In the wake of deadly terrorist attacks in Paris in November 2015 and Nice last July, tourists are staying away from the French capital—and museums are feeling the effects.
The Musée du Louvre, the world’s most visited art museum, attributed its 15% drop in attendance (from 8.6 million in 2015 to 7.3 million in 2016) to the “backdrop of a sharp fall in the number of foreign tourists”. Visitor numbers were down by 13% at the Musée d’Orsay (from 3.4 million to just under 3 million) and 10% at the Château de Versailles (from 7.4 million to 6.7 million). All three institutions are reporting multi-million euro losses linked to the slump—part of an estimated €1.5bn in lost business suffered by the wider region in 2016.
These shortfalls are compounded by the fact that museums have had to spend additional money to update security after the French president declared a nationwide state of emergency in the wake of the attacks. Versailles lost around €5m in ticket sales last year, but spent almost €1m on additional security; the Musée d’Orsay lost €4m and spent €1m on security (though it also received a €2m government grant for security improvements).
“The problem isn’t the attacks in themselves but the state of emergency,” says the French art critic Didier Rykner. “The Americans and Japanese are no longer insured in the same way and the embassies warn people not to go to France.” In December, the French parliament voted to extend the heightened security measures for the fifth time in order to cover the presidential campaign season.

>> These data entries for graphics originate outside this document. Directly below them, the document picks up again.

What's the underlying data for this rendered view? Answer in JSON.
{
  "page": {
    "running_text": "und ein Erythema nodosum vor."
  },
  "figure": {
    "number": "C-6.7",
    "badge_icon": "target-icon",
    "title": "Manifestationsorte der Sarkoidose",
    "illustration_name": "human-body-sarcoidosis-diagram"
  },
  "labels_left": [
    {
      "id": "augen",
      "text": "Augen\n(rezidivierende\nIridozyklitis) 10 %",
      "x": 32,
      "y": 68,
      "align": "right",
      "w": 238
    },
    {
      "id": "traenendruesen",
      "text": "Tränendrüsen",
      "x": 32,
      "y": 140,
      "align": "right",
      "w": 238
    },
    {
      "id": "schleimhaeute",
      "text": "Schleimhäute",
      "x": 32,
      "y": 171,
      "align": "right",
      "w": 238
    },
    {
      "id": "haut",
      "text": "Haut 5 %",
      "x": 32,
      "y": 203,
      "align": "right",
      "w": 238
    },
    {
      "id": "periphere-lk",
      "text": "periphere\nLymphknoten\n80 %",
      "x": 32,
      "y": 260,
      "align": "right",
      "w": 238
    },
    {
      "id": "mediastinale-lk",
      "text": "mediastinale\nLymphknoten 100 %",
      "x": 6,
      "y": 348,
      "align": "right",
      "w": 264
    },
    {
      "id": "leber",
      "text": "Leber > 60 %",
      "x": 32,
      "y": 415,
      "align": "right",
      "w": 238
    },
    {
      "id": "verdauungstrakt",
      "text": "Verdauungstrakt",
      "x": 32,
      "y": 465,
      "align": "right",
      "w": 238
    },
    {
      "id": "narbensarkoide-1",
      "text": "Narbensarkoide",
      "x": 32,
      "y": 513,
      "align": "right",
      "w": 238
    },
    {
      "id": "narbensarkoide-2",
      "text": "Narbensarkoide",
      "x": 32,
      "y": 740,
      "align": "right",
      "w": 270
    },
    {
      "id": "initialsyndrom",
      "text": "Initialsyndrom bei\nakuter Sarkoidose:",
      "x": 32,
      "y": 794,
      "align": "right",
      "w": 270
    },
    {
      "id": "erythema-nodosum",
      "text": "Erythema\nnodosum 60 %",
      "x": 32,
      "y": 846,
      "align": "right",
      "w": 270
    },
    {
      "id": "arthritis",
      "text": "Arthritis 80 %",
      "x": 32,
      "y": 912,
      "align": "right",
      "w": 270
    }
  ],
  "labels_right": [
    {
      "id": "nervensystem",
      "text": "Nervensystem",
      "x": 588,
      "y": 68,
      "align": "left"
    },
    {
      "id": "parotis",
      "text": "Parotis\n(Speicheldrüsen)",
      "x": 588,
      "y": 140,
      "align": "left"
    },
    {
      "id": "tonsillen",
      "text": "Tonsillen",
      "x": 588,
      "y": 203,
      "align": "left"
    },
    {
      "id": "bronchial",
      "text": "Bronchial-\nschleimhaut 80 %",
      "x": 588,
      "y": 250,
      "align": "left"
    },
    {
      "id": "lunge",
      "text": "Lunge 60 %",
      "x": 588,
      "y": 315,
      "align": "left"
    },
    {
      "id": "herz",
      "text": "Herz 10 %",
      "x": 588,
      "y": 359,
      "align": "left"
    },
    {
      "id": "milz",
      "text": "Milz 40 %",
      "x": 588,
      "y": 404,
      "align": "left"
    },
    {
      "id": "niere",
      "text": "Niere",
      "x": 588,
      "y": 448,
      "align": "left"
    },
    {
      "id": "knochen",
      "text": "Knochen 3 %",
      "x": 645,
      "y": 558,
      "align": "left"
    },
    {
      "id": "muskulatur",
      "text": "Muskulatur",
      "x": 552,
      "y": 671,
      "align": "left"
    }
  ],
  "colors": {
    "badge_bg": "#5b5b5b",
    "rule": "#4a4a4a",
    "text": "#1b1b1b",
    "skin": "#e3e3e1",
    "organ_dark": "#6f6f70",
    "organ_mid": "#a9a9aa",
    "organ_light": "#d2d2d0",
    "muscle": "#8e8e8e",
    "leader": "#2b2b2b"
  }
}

But all is not doom and gloom. Versailles is expecting to receive “a small advance” from the government to help finance its 28 new guards, and attendance is bouncing back, according to Thierry Gausseron, the palace’s general administrator. The extra security has also enabled staff to open around 15 rooms to the public for the first time. “There are fewer people but there is more to see,” Gausseron says. “We hope quality and content will bring people back.”
The Louvre is also concentrating on improving the visitor experience. While attendance declined in 2016, satisfaction levels rose: almost 70% of visitors said they were “very satisfied” with the museum, compared with 53% the previous year. The museum attributes the rise to online ticketing and the €53.5m refurbishment of its I.M. Pei-designed Pyramid entrance.
The Louvre predicts it will take three years for attendance to return to its previous record levels, based on a similar drop in tourism in Paris after the September 11 attacks in New York in 2001. But expensive loan exhibitions such as Vermeer and the Masters of Genre Painting, which opens on 22 February (until 22 May), remain a priority.
“Everyone has to reduce their operations, but it is essential to maintain the quality of the shows because they drive the crowds more than ever,” says Laurent Le Bon, the director of the Musée Picasso Paris. The museum’s Picasso: Sculptures exhibition last summer was one of the most popular in its history, drawing 345,000 visitors, despite an overall decline of around 10% in attendance for the year. Meanwhile, some institutions have bucked the downturn entirely: the Centre Pompidou drew 9% more visitors in 2016 than in 2015, thanks to a loyal French following and crowd-pleasing exhibitions such as Magritte: La Trahison Des Images, which closed in January.
Looking ahead, institutions are trying to make up for budgetary shortfalls—and to engage potential visitors—by sending their collections on tour. The Musée d’Orsay plans to lend works to exhibitions in Taipei, Tokyo and Milan this year, while the Louvre is banking on major travelling shows in the US and China, with Japan and Latin America to follow. “The collections are our best ambassadors,” a spokeswoman says.
Some hope the attendance squeeze will also embolden museums to double down on their role as educational institutions, not tourist attractions. “Is a museum measured by the number of visitors it receives or the quality of what it presents?” Didier Rykner says. “Museums should focus on their job, to make beautiful exhibitions.”
Belgian museums lost one third of visitors in 2016Museums in Brussels closed for three days last March during a citywide lockdown after coordinated terrorist bombings killed 31 people. The Royal Museums of Fine Arts of Belgium lost around a third of its visitors in the immediate aftermath, a spokesman says. Total attendance figures for the six-museum complex reflect a similar trend throughout 2016: around 500,000 visitors came last year, compared to more than 750,000 in 2015. This translated into a loss of €1.2m in ticket sales and shop revenue. The federal government gave £50,000 to reinforce museum security in the first half of the year but has rejected a request to limit planned budget cuts to staff. Despite a difficult year, “we strongly believe that our museums are a powerful weapon against intolerance”, the spokesman says.